Kael nodded and went up the stairs to his room, small, windowless, near the latrines, repeating to himself:

Impossible.

Not as doubt. As a clue.

The night brought no dreams. Kael was awake when the sounds of the fortress changed: the rhythm of the guards, the creaking of the beams against the port wind, Delfino's silence which meant the madman was finally asleep.

Something didn't fit.

Xos said he gave him the tool "early." But Kael remembered that morning. He had eaten only stale bread and rancid cheese for breakfast, then visited Delfino. He hadn't seen Xos. He hadn't received anything.

Impossible.

The word wouldn't leave him. Xos had said it twice. Not you're lying. Not you're mistaken. Impossible. As if Kael's own memory had violated a natural law.

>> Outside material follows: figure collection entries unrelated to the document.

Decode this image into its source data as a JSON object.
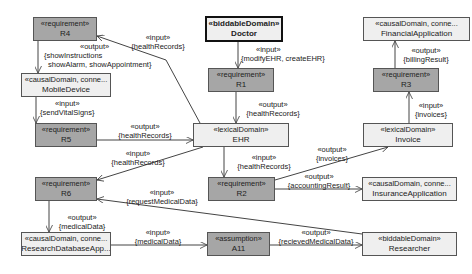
{
  "nodes": {
    "r4": {
      "stereotype": "«requirement»",
      "name": "R4"
    },
    "mobile": {
      "stereotype": "«causalDomain, conne...",
      "name": "MobileDevice"
    },
    "r5": {
      "stereotype": "«requirement»",
      "name": "R5"
    },
    "r6": {
      "stereotype": "«requirement»",
      "name": "R6"
    },
    "research_db": {
      "stereotype": "«causalDomain, conne...",
      "name": "ResearchDatabaseApp..."
    },
    "doctor": {
      "stereotype": "«biddableDomain»",
      "name": "Doctor"
    },
    "r1": {
      "stereotype": "«requirement»",
      "name": "R1"
    },
    "ehr": {
      "stereotype": "«lexicalDomain»",
      "name": "EHR"
    },
    "r2": {
      "stereotype": "«requirement»",
      "name": "R2"
    },
    "a11": {
      "stereotype": "«assumption»",
      "name": "A11"
    },
    "financial": {
      "stereotype": "«causalDomain, conne...",
      "name": "FinancialApplication"
    },
    "r3": {
      "stereotype": "«requirement»",
      "name": "R3"
    },
    "invoice": {
      "stereotype": "«lexicalDomain»",
      "name": "Invoice"
    },
    "insurance": {
      "stereotype": "«causalDomain, conne...",
      "name": "InsuranceApplication"
    },
    "researcher": {
      "stereotype": "«biddableDomain»",
      "name": "Researcher"
    }
  },
  "edges": {
    "r4_mobile": {
      "kind": "«output»",
      "l1": "{showInstructions",
      "l2": "showAlarm, showAppointment}"
    },
    "ehr_r4": {
      "kind": "«input»",
      "data": "{healthRecords}"
    },
    "mobile_r5": {
      "kind": "«input»",
      "data": "{sendVitalSigns}"
    },
    "r5_ehr": {
      "kind": "«output»",
      "data": "{healthRecords}"
    },
    "ehr_r6": {
      "kind": "«input»",
      "data": "{healthRecords}"
    },
    "doctor_r1": {
      "kind": "«input»",
      "data": "{modifyEHR, createEHR}"
    },
    "r1_ehr": {
      "kind": "«output»",
      "data": "{healthRecords}"
    },
    "ehr_r2": {
      "kind": "«input»",
      "data": "{healthRecords}"
    },
    "r2_invoice": {
      "kind": "«output»",
      "data": "{invoices}"
    },
    "r2_insurance": {
      "kind": "«output»",
      "data": "{accountingResult}"
    },
    "researcher_r6": {
      "kind": "«input»",
      "data": "{requestMedicalData}"
    },
    "r6_researchdb": {
      "kind": "«output»",
      "data": "{medicalData}"
    },
    "researchdb_a11": {
      "kind": "«input»",
      "data": "{medicalData}"
    },
    "a11_researcher": {
      "kind": "«output»",
      "data": "{recievedMedicalData}"
    },
    "invoice_r3": {
      "kind": "«input»",
      "data": "{invoices}"
    },
    "r3_financial": {
      "kind": "«output»",
      "data": "{billingResult}"
    }
  },
  "colors": {
    "requirement_fill": "#a6a6a6",
    "domain_fill": "#efefef",
    "line": "#444444"
  }
}
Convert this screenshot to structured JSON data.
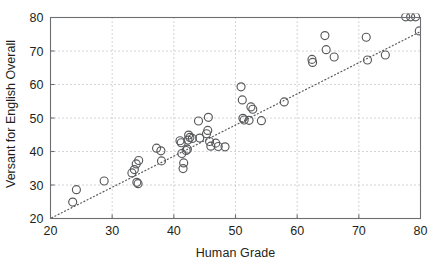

If Xos wasn't lying, and Kael knew he didn't forget, then... what? An alternative reality? No, that was Delfino's madness, so... what?

Unless...

He remained sitting on the bed even though the meeting was over. The darkness of the windowless room was complete. Better. He saw better with his eyes closed anyway.

They were both right. Xos remembered giving him the tool. Kael remembered not receiving it.

Two truths that could not coexist. And yet they did.

Someone had created a truth where the tool was delivered. And Kael now lived inside the truth where it never arrived.

The understanding fell upon him like ice water from a deep well.

In this fortress, truth was not a fact. It was a negotiation.

And he had been losing without even knowing he was sitting at the table.

Tomorrow, he thought. Tomorrow he would start creating his own truths.

And in the darkness, for the first time in seven days, he smiled. A genuine smile. With no one to see it. With no use for it. Only because, at last, he had understood the game.